Many years ago, my kids and I were in a car accident.
It was an icy winter morning and I was driving them to school.
My van hit a patch of black ice on the highway and I flipped it completely over. It was terrifying. No one was hurt, but to this day, I think about the residual trauma.
The kids and I have talked about the experience through the years, each of us remembering a different aspect.
I usually tell the story this way: we walked away, no one was hurt. And afterwards, I got the kids to class and went home and collapsed. I was teary, and completely shaken.
And then the doorbell rang. It was the UPS man.
I saw him coming, saw him swing out of his truck with a package. And I immediately started sobbing.
I just needed to tell someone.
And he stood there quietly and listened to me. I told him the details and he said he was so sorry. Gave me a huge bear hug.
He stood on the porch with me, this massive guy. And he took the time he probably didn’t have.
And after a while, he asked if I was going to be okay.
I see him these days, Jimmy, driving a different company van. He honks loudly when he passes by. He always has a huge grin on his young black face.
And he gives me the thumbs up.
The memory, or the story of the accident, is still between us.
The story of my accident is what our family now refers to as Mom breaking down in front of the UPS man. Sorta humorous – to take the sting out.
But storytelling changes us.
Storytelling reinforces our values, our emotions, our investment in our lives.
The way we tell it changes over time – reflecting and refracting the core elements.
In years to come, when the 2021 pandemic is over, what story will you tell about it?
But storytelling changes us. Storytelling reinforces our values, our emotions, our investment in our memories.
Will you remember the pivotal moment when the actual reality hit you?
Will you recall the biggest loss you felt?
Memory is a fascinating, elusive thing. Sometimes large, monumental events that we witness are forgotten, while small details are carved deep in our brains.
Why do we remember some things and forget others?
During this pandemic we say things like, I lost everything, I lost a year of my life.
But then someone may say to us, Hey, remember us talking every Friday afternoon on FaceTime? I really looked forward to those calls.
And we create a new story, one of redemption.
We weave together a collective memory of the Covid19 years.
It’s when we come together to reminisce. When we debrief. When we compare notes in order to make some kind of sense.
I believe the pandemic has opened us up to a new kind of vulnerability, a new way to share our lives.
In a funny way, it makes me think a bit about my hens.
Some mornings when I go to gather eggs, I don’t wait for the chicken to hop off the nest, I peek in and watch her.
She pecks at the lavender I’ve tossed in there, she’s arranging and re-arranging it.
She is trying to cover her egg protectively. She wiggles her rump and squats down low, as if she is in for a long wait of incubating.
And then I reach beneath her fluffy butt and find the warm egg. I watch as her beady little eye stares at my thieving hand, and then down at the emptiness beneath her breast.
And I imagine she is wondering did I lay an egg, and if I did, where did it go?
Was it real?
She clucks in a circumspect manner, and sometimes she’ll squat there for hours.
Is she trying to visualize the egg back into existence?
I imagine her egg as a story, a narrative – it is here and gone.
Beginning, middle and end.
It is real and solid, but it is also a permeable thing. With the possibility for all kinds of endings.
But it’s perfection has a shelf life.
And sometimes all we are really left with, like the hen, is the hand full of feathers.
Of course, I tend to be broody too.
But I am mostly trying to retain a positive thread: Yeah, no grocery shopping, no malls, no worrying about going out, or having to be social.
Yeah, I can share my experience of introversion, even depression, now that it is a common thread.
Still, when the arc of this tale starts looking grim, I talk to my husband, to my kids, to my friends – to anyone who’s found a positive storyline.
And we share our histories as a collective: to say, we were here, this is what it was like, we survived.
We recite our truths, even as they are changed over time. They are the narratives that will keep hope alive, even in the darkest of times.
And all along, we will edit and revise.
Edit and revise.
A memory, a story, and maybe even an egg.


**What the task requires:**
Filter the lines below, copying only those with the string "version".

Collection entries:
=== Begin Enclosure ===

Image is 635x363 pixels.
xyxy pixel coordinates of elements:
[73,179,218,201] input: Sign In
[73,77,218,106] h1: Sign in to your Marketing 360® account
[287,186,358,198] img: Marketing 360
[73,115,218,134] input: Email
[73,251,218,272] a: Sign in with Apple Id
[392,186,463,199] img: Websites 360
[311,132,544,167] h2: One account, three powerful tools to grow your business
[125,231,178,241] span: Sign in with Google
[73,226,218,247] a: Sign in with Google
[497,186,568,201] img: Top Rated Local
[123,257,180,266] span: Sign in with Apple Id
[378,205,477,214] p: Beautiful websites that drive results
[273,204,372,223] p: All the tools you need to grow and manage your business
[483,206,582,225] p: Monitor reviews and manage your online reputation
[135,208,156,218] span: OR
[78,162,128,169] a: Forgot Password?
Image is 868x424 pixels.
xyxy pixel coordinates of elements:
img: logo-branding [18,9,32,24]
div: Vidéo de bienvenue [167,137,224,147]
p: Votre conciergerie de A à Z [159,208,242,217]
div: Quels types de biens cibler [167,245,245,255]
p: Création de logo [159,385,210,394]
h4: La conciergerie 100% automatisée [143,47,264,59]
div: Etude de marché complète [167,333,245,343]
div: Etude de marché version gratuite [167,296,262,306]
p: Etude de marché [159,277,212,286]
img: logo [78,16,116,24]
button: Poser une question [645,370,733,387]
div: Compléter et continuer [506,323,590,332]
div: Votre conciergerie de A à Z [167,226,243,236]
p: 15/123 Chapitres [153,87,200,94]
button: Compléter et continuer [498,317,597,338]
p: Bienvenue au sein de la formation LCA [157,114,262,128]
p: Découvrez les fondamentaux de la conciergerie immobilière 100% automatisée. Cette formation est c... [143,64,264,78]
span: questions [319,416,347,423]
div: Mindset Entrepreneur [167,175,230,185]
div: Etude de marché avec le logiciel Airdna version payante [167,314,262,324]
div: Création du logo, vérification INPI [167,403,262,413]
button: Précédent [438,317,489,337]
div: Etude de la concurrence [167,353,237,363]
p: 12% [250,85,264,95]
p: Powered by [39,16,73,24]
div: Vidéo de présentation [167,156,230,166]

=== End Enclosure ===

**Worked solution:**
div: Etude de marché version gratuite [167,296,262,306]
div: Etude de marché avec le logiciel Airdna version payante [167,314,262,324]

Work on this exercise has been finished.